Fulcrum Microsystems

 

 
   

ControlPoint Architecture

ControlPoint Software Suite is based on a unique modular architecture that leverages the built-in services, extensibility, and open architecture of embedded Linux.

ControlPoint Architecture

Standard sockets are used to interconnect the main architectural elements (generally Linux processes), which include:

ControlPoint Core
  • Core Services is the main Linux process that manages communication between all of the system processes and exposes built-in Linux services (such as ARP and ping)
  • Management Abstraction layer (MAL), which contains the definition and database of information, and retrieves the information, that gets presented uniformly to the user through any of the Management Agents
  • Network Abstraction Layer (NAL), which defines a standard method for managing connections (route establishment, route deletion, forwarding database updates, etc.) that are presented to the protocols for routing, switching, and address resolution decisions
  • Hardware Abstraction Layer (HAL), which interfaces to the chip API in a uniform, consistent, and well documented fashion, and exposes the general capabilities of the chip to the Core Services
Extensible Management Agents
  • Web agent is the engine that supports web-based access to the system software. Multiple web clients are supported by the agent, and its XML-based architecture makes adding and modifying screens, or changing the look-and-feel of the interface a simple "webmaster" style task.
  • CLI agent accesses the same information as the other management agents, providing a simple and efficient method for field engineers and techs to configure the system. Additional customer-specific CLIs can be added, or the baseline CLI can be modified, to preserve an OEM's particular CLI syntax and usage convention.
  • SNMP agent contains a number of standard MIBs, and supports loading and linking customer-specific enterprise MIBs
Extensible Protocols
  • NextHop L2 and L3 protocol stacks are linked through the NAL, and provide slow-path protocol processing with a broad and extensible feature set
  • Additional protocol stacks can be run as simple Linux process, using sockets to communicate through the NAL to the ControlPoint Core. Additional stacks will provide support for topology discovery, application-specific congestion management, simplified ACL configuration, and other advanced features.
Extensible Silicon
  • A common FocalPoint API provides support for all variants of the FocalPoint switch chip family. In addition, support for third-party silicon can be added through the integration of third-party APIs and related supporting modifications to the HAL, NAL, and MAL.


REQUIREMENT:
Scan the records below for the string "this" and return every line where it appears.

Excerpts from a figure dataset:
================

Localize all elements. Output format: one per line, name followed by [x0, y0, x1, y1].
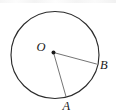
center-point-dot: [52, 51, 56, 55]
circle-outline: [11, 12, 99, 99]
geometry-canvas: O B A: [0, 0, 116, 112]
radius-line-ob: [54, 53, 97, 65]
circle-geometry-diagram: O B A: [0, 0, 116, 112]
label-center-o: O: [37, 40, 46, 54]
radius-line-oa: [54, 53, 67, 97]
label-point-b: B: [100, 58, 108, 72]
label-point-a: A: [62, 99, 71, 112]
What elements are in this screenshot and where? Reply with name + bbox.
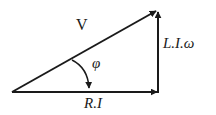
phasor-diagram: V φ L.I.ω R.I (0, 0, 216, 115)
phi-angle-arc (72, 60, 89, 88)
liw-label: L.I.ω (162, 35, 194, 51)
phi-label: φ (92, 55, 100, 71)
ri-label: R.I (83, 95, 103, 111)
v-label: V (76, 16, 88, 33)
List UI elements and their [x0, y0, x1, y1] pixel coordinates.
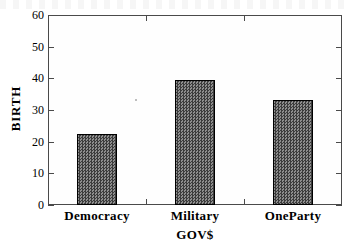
x-axis-tick-label: Democracy — [48, 208, 146, 223]
y-axis-tick — [48, 142, 54, 143]
scan-speck — [135, 99, 137, 101]
y-axis-tick — [48, 15, 54, 16]
bar-democracy — [77, 134, 117, 205]
y-axis-title: BIRTH — [9, 61, 22, 157]
bar-oneparty — [273, 100, 313, 205]
y-axis-tick — [48, 47, 54, 48]
bar-chart: 0102030405060DemocracyMilitaryOneParty B… — [0, 0, 351, 251]
y-axis-tick-label: 50 — [4, 41, 44, 53]
y-axis-tick-label: 0 — [4, 199, 44, 211]
x-axis-tick-label: OneParty — [244, 208, 342, 223]
scan-artifact — [0, 0, 351, 9]
y-axis-tick-right — [336, 205, 342, 206]
x-axis-title: GOV$ — [48, 228, 342, 242]
y-axis-tick-right — [336, 173, 342, 174]
x-axis-tick-label: Military — [146, 208, 244, 223]
x-axis-separator-tick-top — [146, 15, 147, 21]
y-axis-tick — [48, 173, 54, 174]
y-axis-tick — [48, 205, 54, 206]
y-axis-tick — [48, 78, 54, 79]
y-axis-tick-label: 60 — [4, 9, 44, 21]
x-axis-separator-tick-bottom — [146, 199, 147, 205]
bar-military — [175, 80, 215, 205]
y-axis-tick-label: 10 — [4, 167, 44, 179]
y-axis-tick-right — [336, 142, 342, 143]
y-axis-tick-right — [336, 15, 342, 16]
x-axis-separator-tick-bottom — [244, 199, 245, 205]
y-axis-tick-right — [336, 110, 342, 111]
y-axis-tick-right — [336, 78, 342, 79]
x-axis-separator-tick-top — [244, 15, 245, 21]
y-axis-tick-right — [336, 47, 342, 48]
y-axis-tick — [48, 110, 54, 111]
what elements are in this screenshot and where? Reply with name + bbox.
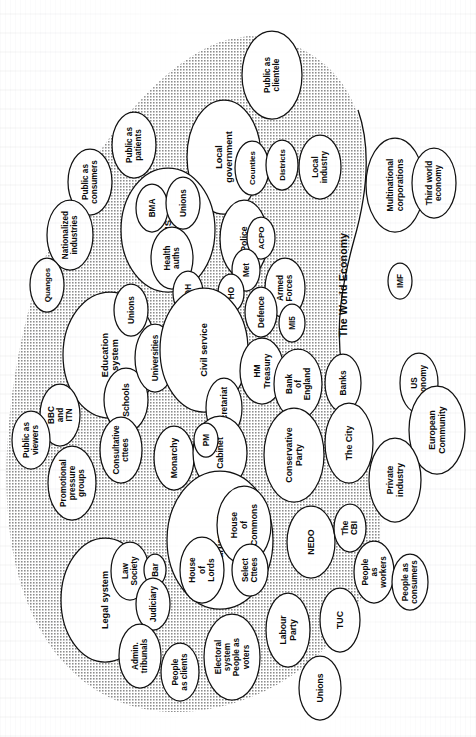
node-conservative-party[interactable]: ConservativeParty: [264, 408, 324, 502]
node-mi5[interactable]: MI5: [279, 304, 305, 342]
node-label: MI5: [288, 316, 297, 330]
node-label: Unions: [315, 673, 325, 702]
node-label: Districts: [278, 149, 287, 181]
node-label: ArmedForces: [276, 274, 294, 301]
node-label: PM: [202, 434, 211, 446]
node-label: Admin.tribunals: [131, 638, 149, 673]
node-consultative-cttees[interactable]: Consultativecttees: [100, 417, 142, 483]
node-public-as-clientele[interactable]: Public asclientele: [242, 31, 302, 119]
node-label: Public asviewers: [22, 422, 40, 458]
node-label: Healthauths: [163, 245, 181, 270]
node-tuc[interactable]: TUC: [320, 588, 360, 652]
node-people-as-workers[interactable]: Peopleasworkers: [354, 541, 394, 603]
node-monarchy[interactable]: Monarchy: [154, 426, 194, 490]
node-labour-party[interactable]: LabourParty: [266, 593, 310, 667]
node-label: Civil service: [199, 323, 209, 377]
node-label: BBCandITN: [47, 406, 74, 424]
node-label: Public aspatients: [125, 127, 143, 163]
node-label: Quangos: [43, 267, 52, 302]
node-public-as-patients[interactable]: Public aspatients: [112, 112, 156, 178]
node-label: Bar: [151, 562, 160, 576]
node-third-world-economy[interactable]: Third worldeconomy: [412, 148, 456, 218]
node-people-as-consumers[interactable]: People asconsumers: [392, 554, 428, 610]
node-label: Unions: [179, 189, 188, 217]
node-private-industry[interactable]: Privateindustry: [369, 438, 421, 522]
node-label: SelectCttees: [241, 557, 259, 582]
node-defence[interactable]: Defence: [245, 287, 277, 337]
node-label: Nationalizedindustries: [61, 211, 79, 259]
node-local-industry[interactable]: Localindustry: [299, 135, 341, 199]
node-unions-education[interactable]: Unions: [114, 284, 148, 336]
node-label: Peopleas clients: [171, 653, 189, 691]
node-label: LabourParty: [278, 615, 298, 645]
node-label: Public asclientele: [263, 57, 281, 93]
node-nedo[interactable]: NEDO: [287, 506, 335, 578]
world-economy-label: The World Economy: [337, 233, 349, 338]
node-counties[interactable]: Counties: [235, 141, 269, 195]
node-label: Met: [242, 263, 251, 277]
node-label: BMA: [148, 199, 157, 218]
node-label: Public asconsumers: [81, 160, 99, 204]
node-admin-tribunals[interactable]: Admin.tribunals: [119, 624, 161, 688]
node-judiciary[interactable]: Judiciary: [136, 578, 170, 630]
diagram-svg: Public asclienteleLocalgovernmentCountie…: [0, 0, 476, 737]
node-label: Judiciary: [149, 586, 158, 622]
node-people-as-clients[interactable]: Peopleas clients: [161, 643, 199, 701]
node-label: Multinationalcorporations: [385, 159, 405, 212]
node-label: The City: [344, 426, 354, 461]
node-label: Unions: [127, 296, 136, 324]
node-label: Defence: [257, 296, 266, 328]
svg-text:The World Economy: The World Economy: [337, 233, 349, 338]
node-label: People asconsumers: [401, 560, 419, 604]
node-electoral-system-people-as-voters[interactable]: ElectoralsystemPeople asvoters: [204, 614, 260, 700]
node-label: EuropeanCommunity: [427, 406, 447, 453]
node-banks[interactable]: Banks: [325, 354, 361, 412]
node-unions-bottom[interactable]: Unions: [299, 656, 341, 720]
node-pm[interactable]: PM: [194, 423, 218, 457]
node-the-city[interactable]: The City: [325, 403, 373, 483]
node-the-cbi[interactable]: TheCBI: [334, 504, 366, 552]
diagram-canvas: Public asclienteleLocalgovernmentCountie…: [0, 0, 476, 737]
node-label: Banks: [338, 370, 348, 395]
node-districts[interactable]: Districts: [266, 140, 298, 190]
node-label: IMF: [396, 274, 405, 288]
node-label: Monarchy: [169, 437, 179, 478]
node-promotional-pressure-groups[interactable]: Promotionalpressuregroups: [48, 446, 96, 520]
node-label: NEDO: [306, 529, 316, 555]
node-label: Third worldeconomy: [425, 161, 443, 206]
node-label: Universities: [151, 334, 160, 381]
node-label: TheCBI: [341, 520, 359, 535]
node-quangos[interactable]: Quangos: [30, 258, 64, 312]
node-house-of-lords[interactable]: HouseofLords: [180, 537, 224, 603]
node-label: Schools: [121, 383, 131, 417]
node-label: TUC: [335, 610, 345, 629]
node-imf[interactable]: IMF: [388, 263, 412, 299]
node-unions-nhs[interactable]: Unions: [166, 177, 200, 229]
node-label: Legal system: [100, 571, 110, 629]
node-label: ACPO: [257, 226, 266, 249]
node-bma[interactable]: BMA: [136, 184, 168, 232]
node-label: Privateindustry: [385, 463, 405, 497]
node-public-as-viewers[interactable]: Public asviewers: [12, 411, 50, 469]
node-select-cttees[interactable]: SelectCttees: [232, 544, 268, 596]
node-label: Counties: [248, 151, 257, 185]
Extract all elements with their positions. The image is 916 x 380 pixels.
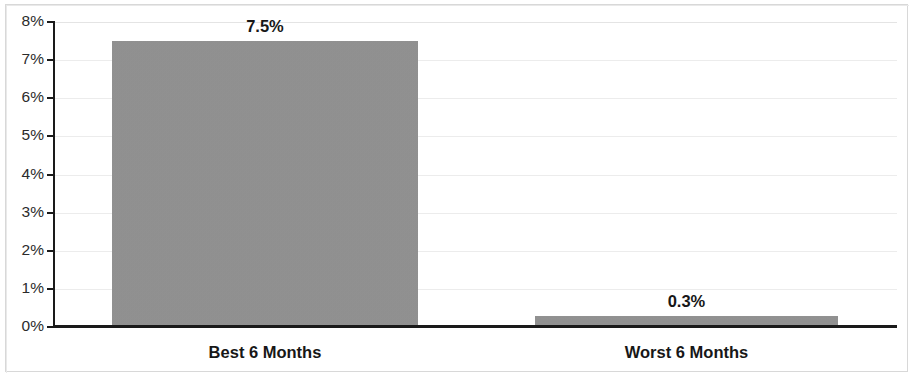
x-axis-category-label: Worst 6 Months — [535, 343, 838, 362]
plot-area — [54, 22, 897, 327]
y-axis-tick — [47, 59, 55, 61]
x-axis-category-label: Best 6 Months — [112, 343, 418, 362]
y-axis-tick-label: 4% — [0, 166, 44, 182]
y-axis-tick-label: 3% — [0, 204, 44, 220]
y-axis-tick-label: 8% — [0, 13, 44, 29]
y-axis-tick — [47, 97, 55, 99]
y-axis-tick — [47, 135, 55, 137]
y-axis-tick-label: 1% — [0, 280, 44, 296]
bar — [112, 41, 418, 327]
y-axis-tick — [47, 21, 55, 23]
y-axis-tick — [47, 288, 55, 290]
y-axis-tick-label: 5% — [0, 127, 44, 143]
y-axis-tick-label: 0% — [0, 318, 44, 334]
y-axis-tick — [47, 212, 55, 214]
y-axis-tick-label: 7% — [0, 51, 44, 67]
y-axis-tick-label: 6% — [0, 89, 44, 105]
y-axis-tick — [47, 250, 55, 252]
y-axis-tick — [47, 174, 55, 176]
x-axis-line — [53, 325, 897, 328]
bar-value-label: 7.5% — [112, 17, 418, 36]
y-axis-tick-label: 2% — [0, 242, 44, 258]
bar-chart: 8%7%6%5%4%3%2%1%0% 7.5%0.3% Best 6 Month… — [0, 0, 916, 380]
bar-value-label: 0.3% — [535, 292, 838, 311]
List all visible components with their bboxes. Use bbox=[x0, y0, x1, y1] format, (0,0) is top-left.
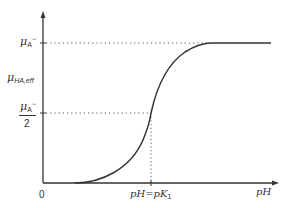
x-label-origin: 0 bbox=[39, 190, 45, 200]
sigmoid-curve bbox=[75, 43, 271, 183]
x-axis-label: pH bbox=[256, 187, 271, 197]
x-axis-arrow-icon bbox=[272, 181, 279, 186]
sup-minus: − bbox=[32, 35, 37, 42]
sub-one: 1 bbox=[167, 193, 171, 200]
y-label-mu-ha-eff: μHA,eff bbox=[7, 72, 34, 84]
sub-ha-eff: HA,eff bbox=[14, 77, 33, 84]
y-label-half-denominator: 2 bbox=[24, 119, 30, 129]
equals-sign: = bbox=[145, 188, 153, 199]
chart: μA− μHA,eff μA− 2 0 pH=pK1 pH bbox=[0, 0, 292, 208]
y-label-mu-a: μA− bbox=[20, 36, 37, 48]
fraction-bar bbox=[19, 115, 36, 116]
chart-canvas bbox=[0, 0, 292, 208]
sub-a: A bbox=[27, 106, 32, 113]
y-axis-arrow-icon bbox=[41, 11, 46, 18]
sub-a: A bbox=[27, 41, 32, 48]
sup-minus: − bbox=[32, 100, 37, 107]
x-label-pk1: pH=pK1 bbox=[130, 189, 171, 200]
pk-text: pK bbox=[154, 188, 168, 199]
y-label-half-numerator: μA− bbox=[20, 101, 37, 113]
ph-text: pH bbox=[130, 188, 145, 199]
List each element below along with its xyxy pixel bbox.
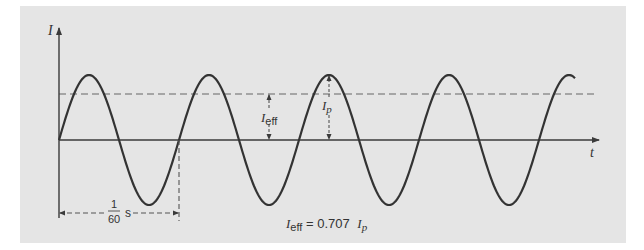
x-axis-label: t xyxy=(590,145,595,160)
peak-label: Ip xyxy=(321,98,332,115)
effective-label: Ieff xyxy=(260,110,278,127)
period-denominator: 60 xyxy=(108,213,120,225)
equation: Ieff = 0.707 Ip xyxy=(285,216,368,233)
period-unit: s xyxy=(125,206,131,220)
period-numerator: 1 xyxy=(111,198,117,210)
ac-waveform-diagram: 1 60 s Ieff Ip I t Ieff = 0.707 Ip xyxy=(0,0,644,250)
y-axis-label: I xyxy=(47,23,54,38)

================

ANSWER SECTION:
What elements are in this screenshot and where? Reply with name + bbox.
what elements are in this screenshot and where? Reply with name + bbox.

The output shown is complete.